Home Materials The four Flash Cards practice games

The four Flash Cards practice games

Last updated on Jun 09, 2026

The four Flash Cards practice games

You build a deck of cards once, and Class Spot turns it into practice automatically. From the cards you fill in, it generates four kinds of self-grading mini-games and runs them one after another — the same way in a live lesson, as homework, and on a public link. The student just plays; the answers are checked for you.

This article explains what each game asks the student to do, how grading and hints work, and how to pick which games run.

How the games are built from your cards

You don't create the games by hand. When a deck opens for practice, Class Spot builds one round per card for every game you've turned on. A deck of five cards with all four games on produces twenty rounds; the same deck with two games on produces ten. The student moves through them with the / arrows, and a counter at the top shows "round N of M".

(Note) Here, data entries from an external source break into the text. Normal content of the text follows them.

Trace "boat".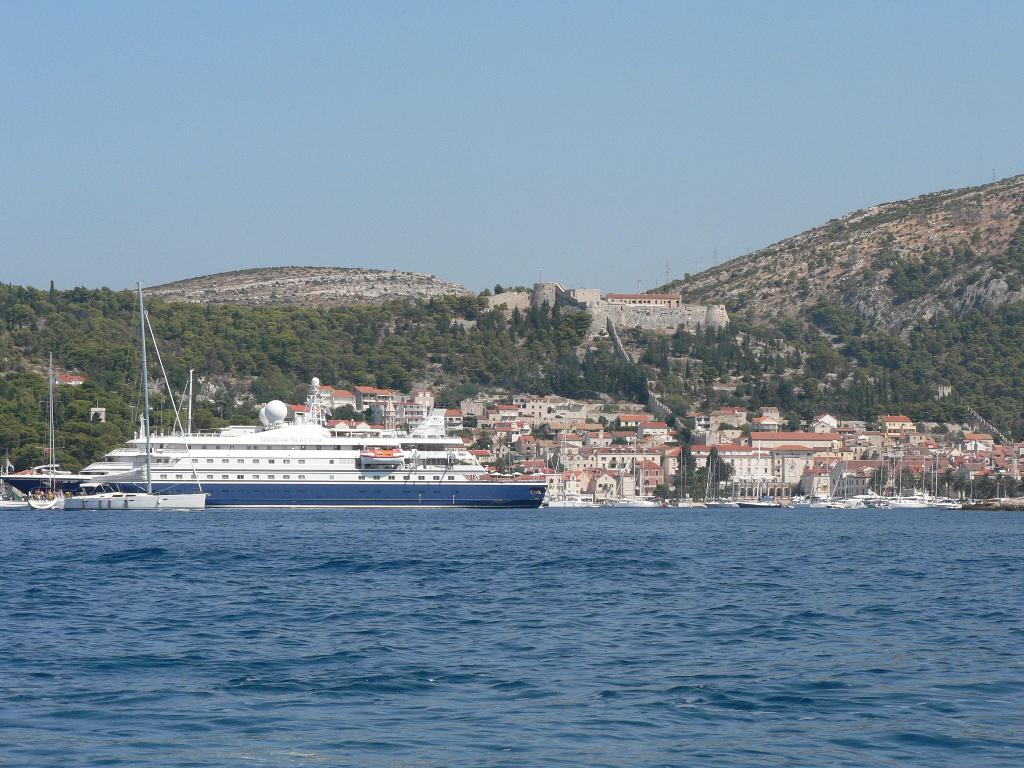
Traced to rect(927, 451, 967, 516).
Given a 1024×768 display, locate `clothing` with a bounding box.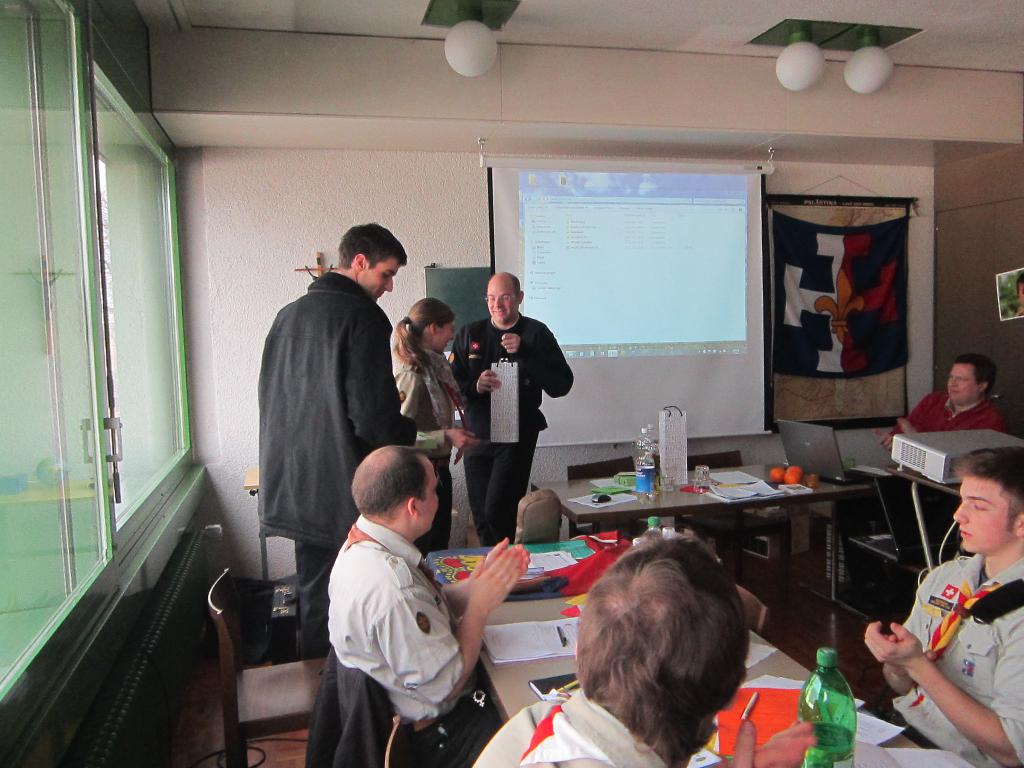
Located: box(468, 689, 668, 767).
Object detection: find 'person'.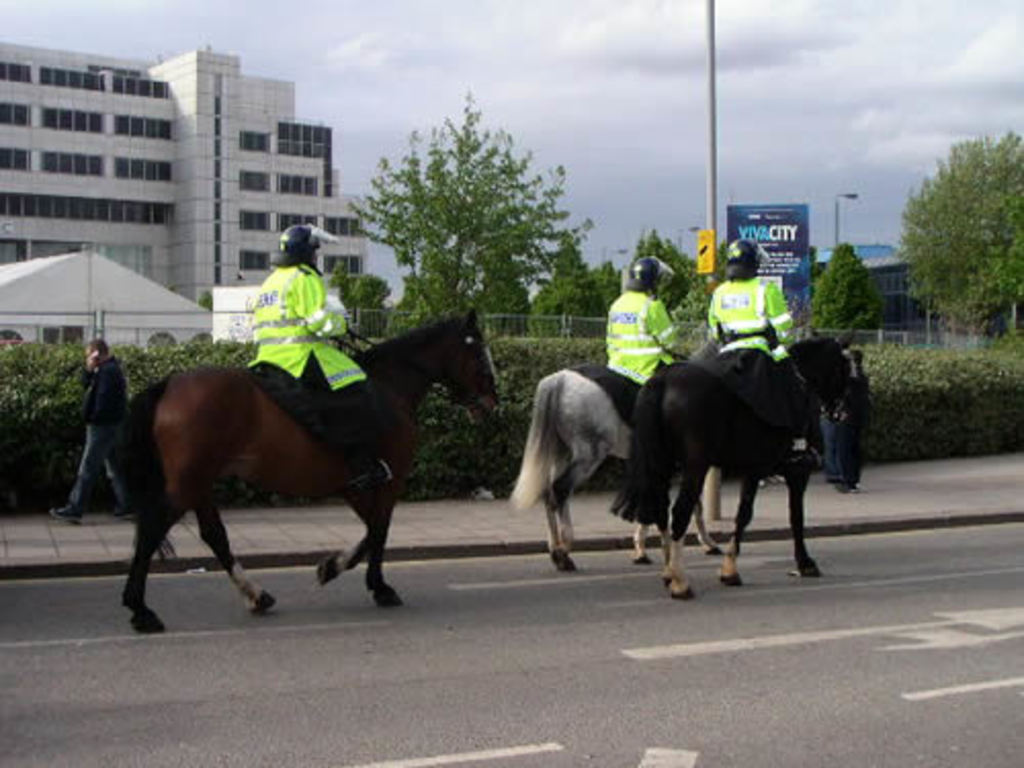
box=[602, 256, 678, 381].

Which games run is up to you. Open the deck, click the gear icon in the editor header, and use the Available games tab in Settings to switch each game on or off. All four are on by default.

Settings → Available games tab with the four game toggles

Inside the cabinet these are labelled "games", and the first one is written as one word — "Flashcards" — even though the deck itself is Flash Cards (two words). They're the same idea at different sizes: the deck is the whole set, a game is one way to practise it.

Flashcards

The classic flip card. The student sees one side of the card, thinks of the answer, then taps to flip it and check. They mark themselves: Got it or No idea. Best for a first pass through new material, when there's nothing to grade yet — just recognition.

Quiz

A multiple-choice question. The student sees the definition and picks the matching term from several options. The wrong options are pulled from the other cards in the deck, so a richer deck makes a better quiz. Auto-graded the moment they choose.

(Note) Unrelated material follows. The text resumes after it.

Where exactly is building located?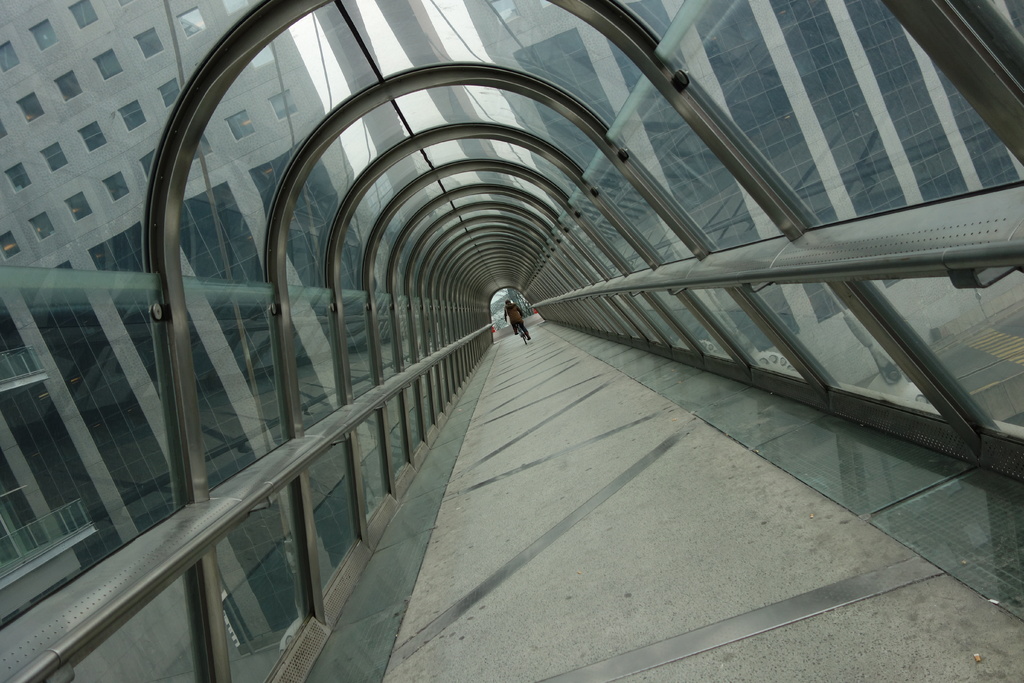
Its bounding box is BBox(465, 0, 1023, 384).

the Quiz game shown to the student

Enter a word

The student sees the definition and types the term into a text box, then submits. The answer is checked against the card, using the language you set on that side — so the keyboard and accents match. Capitalisation and stray spaces are forgiving. Best for spelling and active recall.

The input prompt names the expected language, e.g. "Type your answer in English". If the answer is wrong, the student sees a gentle nudge and can try again.

Compose a word

The student sees the definition and rebuilds the term from shuffled letter tiles, dragging them into the right order. This game only appears for cards whose term is a single word of up to twelve letters with no spaces or punctuation — longer terms and phrases are skipped for this game but still used by the other three.

the Compose a word game shown to the student

Hints and skipping

Every game except plain Flashcards offers a ? Hint and a No idea option at the bottom:

  • Enter a word and Compose a word — each hint reveals one more letter of the answer. Keep clicking for more letters.
  • Quiz — one hint removes half of the wrong options, leaving the student a smaller choice. It works once.
  • No idea skips the current round without committing an answer; it counts as missed.

Using hints is part of practice, but lean on them sparingly — a round solved with the answer half-revealed isn't the same as one recalled from memory.

How grading works

Every game here is graded automatically — there's no manual marking for Flash Cards. As the student finishes, Class Spot tallies three counts: Correct, Incorrect, and Missed (skipped rounds). At the end of the deck the student sees a results screen with a score and an encouraging message. How those results reach you depends on where the deck is played — see Use Flash Cards in a live lesson and Share or assign Flash Cards as homework.

Tips

  • Turn off games that don't fit your material. A deck of long phrases plays badly as "Compose a word" — switch it off in Settings and keep Quiz and Flashcards on.
  • Add images and audio for variety. A card with a picture or a recorded pronunciation makes Flashcards and Quiz richer than text alone.
  • Three cards is the floor, not the goal. Quiz needs other cards to draw wrong options from. Five to fifteen well-made cards per deck plays better than two long ones.

What to do if it doesn't work

"Compose a word" never shows up for some cards. That game only runs on single words up to twelve letters with no spaces or punctuation. Cards with phrases, numbers, or long words are used by the other three games instead — this is expected.

The Quiz keeps showing the same few wrong options. The wrong options come from the other cards in the deck. A small deck has few to choose from. Add more cards and the quiz gets more varied.

I previewed the deck and got a message about adding more cards. A near-empty deck can't generate good practice. Add at least three well-filled cards and preview again.